Going forward, moving on
by Lila Haughey
Viewpoint Editor
The end of the year is fast approaching, while most seniors feel like they have a long time to graduation, things are happening all too fast in The Observer office. Next week will be our last official week.
After next week we will all have more free time. After next week, we will be able to go out a lot more, see our non-Observer friends a lot more, sleep a lot more and do a lot more school work — well maybe not. While I have been formulating an extensive plan of action for the last two months of my senior year, I still feel somewhat sad.
After, managing the Viewpoint Department for a year, I finally realized what I wanted to accomplish. The past two weeks have seemed all too short to do it all. Now I know how to go about accomplishing these goals. But now is not the time. It is time to let go.
It is time to teach those succeeding me all that I know and to encourage them to do their best, to let them know they can ask for help and be confident that others will rise to meet the challenge and, most importantly, to give them the room and time to be all they can be. It is time to move on.
Moving on is hard to discuss now, with over two months to go, yet it is becomes easier if we put things in their place. There are many friends who are not bestfriends, but are not strangers. It is these people we will miss the most. These faces are the ones we will wonder about randomly in the coming years — acquaintances that happen to fall awkwardly into the category of those who we cannot seem to keep in touch with. We are so used to seeing their faces; they are a crucial part of the Notre Dame experience. We cannot possibly take these people with us in our luggage and we cannot expect the whole campus to move with us. But we can take comfort knowing that though the role they played in our lives is vacant, someone else will fill it.
Just as when we left high school we found new friends here, friends that seemed so similar to someone we knew at home, when we graduate in May others will fill the vacant roles in our lives. I have made close friends here, at The Observer and in my dorm, friends that I hope to keep. There will also be many other friends that will slowly fall through the cracks, those friends will always be in my heart, a memory that is sparked when I meet someone who fills the same role. Someone who seems so familiar. In that we can take comfort, knowing that while an acquaintance may be gone, there will always be someone like them that will be there when we need him or her.
We still have some time here and moving on will be tough, but at least we can be somewhat consoled knowing that we are leaving competent people behind. People that are different from us, but can excel in a different way. Wherever we go, we will meet more people, who will be special too, just maybe not in the Notre Dame, go Irish way.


Brief: Beginning at the line that contains "itemize the components" and ending at the last line of the entries, write out each line exactly; include nothing outside that span.

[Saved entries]

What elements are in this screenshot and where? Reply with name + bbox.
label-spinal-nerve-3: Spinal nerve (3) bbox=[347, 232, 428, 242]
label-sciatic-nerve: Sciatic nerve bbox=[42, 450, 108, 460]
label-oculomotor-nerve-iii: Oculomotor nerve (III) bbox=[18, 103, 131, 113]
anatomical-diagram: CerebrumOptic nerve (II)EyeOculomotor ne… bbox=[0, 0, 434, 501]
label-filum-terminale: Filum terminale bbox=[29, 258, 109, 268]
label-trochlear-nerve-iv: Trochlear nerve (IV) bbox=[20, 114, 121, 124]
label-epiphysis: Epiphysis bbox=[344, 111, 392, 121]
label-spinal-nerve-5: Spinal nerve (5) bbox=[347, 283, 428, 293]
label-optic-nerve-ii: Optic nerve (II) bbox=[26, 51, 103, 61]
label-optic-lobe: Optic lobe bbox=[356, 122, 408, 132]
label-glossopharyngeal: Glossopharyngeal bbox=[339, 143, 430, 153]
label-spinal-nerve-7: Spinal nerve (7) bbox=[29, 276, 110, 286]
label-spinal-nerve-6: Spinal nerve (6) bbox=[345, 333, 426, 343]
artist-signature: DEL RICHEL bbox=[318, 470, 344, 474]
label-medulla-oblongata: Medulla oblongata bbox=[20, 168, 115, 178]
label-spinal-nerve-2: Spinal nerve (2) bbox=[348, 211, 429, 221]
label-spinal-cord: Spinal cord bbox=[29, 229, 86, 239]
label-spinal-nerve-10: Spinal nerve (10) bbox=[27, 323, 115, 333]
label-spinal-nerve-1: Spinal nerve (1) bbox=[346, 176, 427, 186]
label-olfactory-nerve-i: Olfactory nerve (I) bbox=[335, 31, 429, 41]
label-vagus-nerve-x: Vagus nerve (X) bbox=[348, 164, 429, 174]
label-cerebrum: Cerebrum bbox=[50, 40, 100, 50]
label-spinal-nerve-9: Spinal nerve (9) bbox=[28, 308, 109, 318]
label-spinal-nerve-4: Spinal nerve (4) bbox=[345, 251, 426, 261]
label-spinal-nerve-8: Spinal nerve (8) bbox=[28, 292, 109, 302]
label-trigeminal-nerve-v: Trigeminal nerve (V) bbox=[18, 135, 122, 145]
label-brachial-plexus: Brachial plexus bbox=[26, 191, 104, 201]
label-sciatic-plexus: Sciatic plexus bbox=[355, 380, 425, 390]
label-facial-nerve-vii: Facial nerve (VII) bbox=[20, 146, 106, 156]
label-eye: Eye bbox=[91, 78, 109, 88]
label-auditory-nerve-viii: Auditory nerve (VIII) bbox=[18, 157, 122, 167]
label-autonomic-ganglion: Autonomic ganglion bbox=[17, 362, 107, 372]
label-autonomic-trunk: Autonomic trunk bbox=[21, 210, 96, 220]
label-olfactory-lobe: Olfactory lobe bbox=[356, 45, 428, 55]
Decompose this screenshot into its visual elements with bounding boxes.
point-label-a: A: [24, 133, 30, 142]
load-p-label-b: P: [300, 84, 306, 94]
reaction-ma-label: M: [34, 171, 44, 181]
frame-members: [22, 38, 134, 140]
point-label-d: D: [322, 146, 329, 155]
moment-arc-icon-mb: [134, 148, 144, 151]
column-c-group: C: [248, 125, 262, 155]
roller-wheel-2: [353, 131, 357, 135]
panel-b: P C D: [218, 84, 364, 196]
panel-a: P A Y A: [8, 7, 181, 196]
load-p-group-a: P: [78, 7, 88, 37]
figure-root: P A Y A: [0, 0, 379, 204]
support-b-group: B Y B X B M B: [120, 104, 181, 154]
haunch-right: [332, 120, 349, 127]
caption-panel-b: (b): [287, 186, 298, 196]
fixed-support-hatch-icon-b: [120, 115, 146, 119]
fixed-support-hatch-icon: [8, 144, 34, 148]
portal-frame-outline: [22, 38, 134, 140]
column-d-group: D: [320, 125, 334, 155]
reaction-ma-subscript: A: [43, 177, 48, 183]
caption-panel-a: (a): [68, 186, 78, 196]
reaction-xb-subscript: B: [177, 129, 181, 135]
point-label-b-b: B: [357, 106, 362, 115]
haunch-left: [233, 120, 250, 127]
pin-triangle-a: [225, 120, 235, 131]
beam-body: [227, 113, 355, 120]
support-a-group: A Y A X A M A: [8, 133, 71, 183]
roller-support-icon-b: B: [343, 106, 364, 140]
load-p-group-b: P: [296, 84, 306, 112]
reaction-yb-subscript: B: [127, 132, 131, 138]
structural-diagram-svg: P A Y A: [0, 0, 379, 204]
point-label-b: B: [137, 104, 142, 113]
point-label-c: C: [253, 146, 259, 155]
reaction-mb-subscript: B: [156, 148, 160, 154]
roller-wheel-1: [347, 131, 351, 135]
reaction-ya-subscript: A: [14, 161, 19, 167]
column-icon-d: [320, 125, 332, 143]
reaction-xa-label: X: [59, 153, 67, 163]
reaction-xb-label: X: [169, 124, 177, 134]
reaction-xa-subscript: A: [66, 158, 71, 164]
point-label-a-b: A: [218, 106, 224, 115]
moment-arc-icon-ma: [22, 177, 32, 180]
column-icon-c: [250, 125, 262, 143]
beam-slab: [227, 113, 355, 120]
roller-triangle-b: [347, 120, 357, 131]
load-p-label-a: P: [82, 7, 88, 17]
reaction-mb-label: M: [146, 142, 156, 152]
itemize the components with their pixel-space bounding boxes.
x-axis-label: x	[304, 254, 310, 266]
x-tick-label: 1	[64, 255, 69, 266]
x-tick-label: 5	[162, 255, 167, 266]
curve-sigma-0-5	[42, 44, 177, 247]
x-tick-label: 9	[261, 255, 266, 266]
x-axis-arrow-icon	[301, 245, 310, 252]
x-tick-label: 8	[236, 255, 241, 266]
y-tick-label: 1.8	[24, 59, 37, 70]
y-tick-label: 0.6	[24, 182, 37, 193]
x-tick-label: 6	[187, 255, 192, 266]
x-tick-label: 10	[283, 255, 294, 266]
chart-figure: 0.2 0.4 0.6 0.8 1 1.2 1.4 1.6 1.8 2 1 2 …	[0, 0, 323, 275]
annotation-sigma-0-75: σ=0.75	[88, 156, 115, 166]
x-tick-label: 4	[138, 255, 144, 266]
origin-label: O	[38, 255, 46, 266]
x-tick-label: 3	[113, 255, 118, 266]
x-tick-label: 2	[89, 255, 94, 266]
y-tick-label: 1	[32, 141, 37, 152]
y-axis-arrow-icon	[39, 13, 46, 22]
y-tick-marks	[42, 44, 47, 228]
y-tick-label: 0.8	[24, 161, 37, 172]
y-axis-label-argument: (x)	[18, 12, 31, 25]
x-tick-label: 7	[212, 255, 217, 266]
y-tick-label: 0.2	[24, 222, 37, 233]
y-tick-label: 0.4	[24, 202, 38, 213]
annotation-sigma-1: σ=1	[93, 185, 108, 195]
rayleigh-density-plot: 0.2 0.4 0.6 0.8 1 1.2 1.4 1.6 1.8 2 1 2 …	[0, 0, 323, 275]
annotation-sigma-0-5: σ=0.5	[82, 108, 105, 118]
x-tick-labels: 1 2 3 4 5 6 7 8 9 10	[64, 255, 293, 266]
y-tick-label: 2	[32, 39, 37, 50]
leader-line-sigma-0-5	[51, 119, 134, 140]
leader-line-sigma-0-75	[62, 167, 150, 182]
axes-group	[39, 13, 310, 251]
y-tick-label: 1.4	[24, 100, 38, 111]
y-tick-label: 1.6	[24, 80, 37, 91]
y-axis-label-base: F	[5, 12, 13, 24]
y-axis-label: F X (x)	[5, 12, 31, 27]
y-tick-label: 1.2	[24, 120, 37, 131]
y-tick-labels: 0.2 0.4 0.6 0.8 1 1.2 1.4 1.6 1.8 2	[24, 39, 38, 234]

Answer box:
itemize the components with their pixel-space bounding boxes.
x-axis-label: x	[304, 254, 310, 266]
x-tick-label: 1	[64, 255, 69, 266]
x-tick-label: 5	[162, 255, 167, 266]
curve-sigma-0-5	[42, 44, 177, 247]
x-tick-label: 9	[261, 255, 266, 266]
x-axis-arrow-icon	[301, 245, 310, 252]
x-tick-label: 8	[236, 255, 241, 266]
y-tick-label: 1.8	[24, 59, 37, 70]
y-tick-label: 0.6	[24, 182, 37, 193]
x-tick-label: 6	[187, 255, 192, 266]
x-tick-label: 10	[283, 255, 294, 266]
chart-figure: 0.2 0.4 0.6 0.8 1 1.2 1.4 1.6 1.8 2 1 2 …	[0, 0, 323, 275]
annotation-sigma-0-75: σ=0.75	[88, 156, 115, 166]
x-tick-label: 4	[138, 255, 144, 266]
origin-label: O	[38, 255, 46, 266]
x-tick-label: 3	[113, 255, 118, 266]
x-tick-label: 2	[89, 255, 94, 266]
y-tick-label: 1	[32, 141, 37, 152]
y-axis-arrow-icon	[39, 13, 46, 22]
y-tick-marks	[42, 44, 47, 228]
y-tick-label: 0.8	[24, 161, 37, 172]
y-axis-label-argument: (x)	[18, 12, 31, 25]
x-tick-label: 7	[212, 255, 217, 266]
y-tick-label: 0.2	[24, 222, 37, 233]
y-tick-label: 0.4	[24, 202, 38, 213]
annotation-sigma-1: σ=1	[93, 185, 108, 195]
rayleigh-density-plot: 0.2 0.4 0.6 0.8 1 1.2 1.4 1.6 1.8 2 1 2 …	[0, 0, 323, 275]
annotation-sigma-0-5: σ=0.5	[82, 108, 105, 118]
x-tick-labels: 1 2 3 4 5 6 7 8 9 10	[64, 255, 293, 266]
y-tick-label: 2	[32, 39, 37, 50]
leader-line-sigma-0-5	[51, 119, 134, 140]
leader-line-sigma-0-75	[62, 167, 150, 182]
axes-group	[39, 13, 310, 251]
y-tick-label: 1.4	[24, 100, 38, 111]
y-tick-label: 1.6	[24, 80, 37, 91]
y-axis-label-base: F	[5, 12, 13, 24]
y-axis-label: F X (x)	[5, 12, 31, 27]
y-tick-label: 1.2	[24, 120, 37, 131]
y-tick-labels: 0.2 0.4 0.6 0.8 1 1.2 1.4 1.6 1.8 2	[24, 39, 38, 234]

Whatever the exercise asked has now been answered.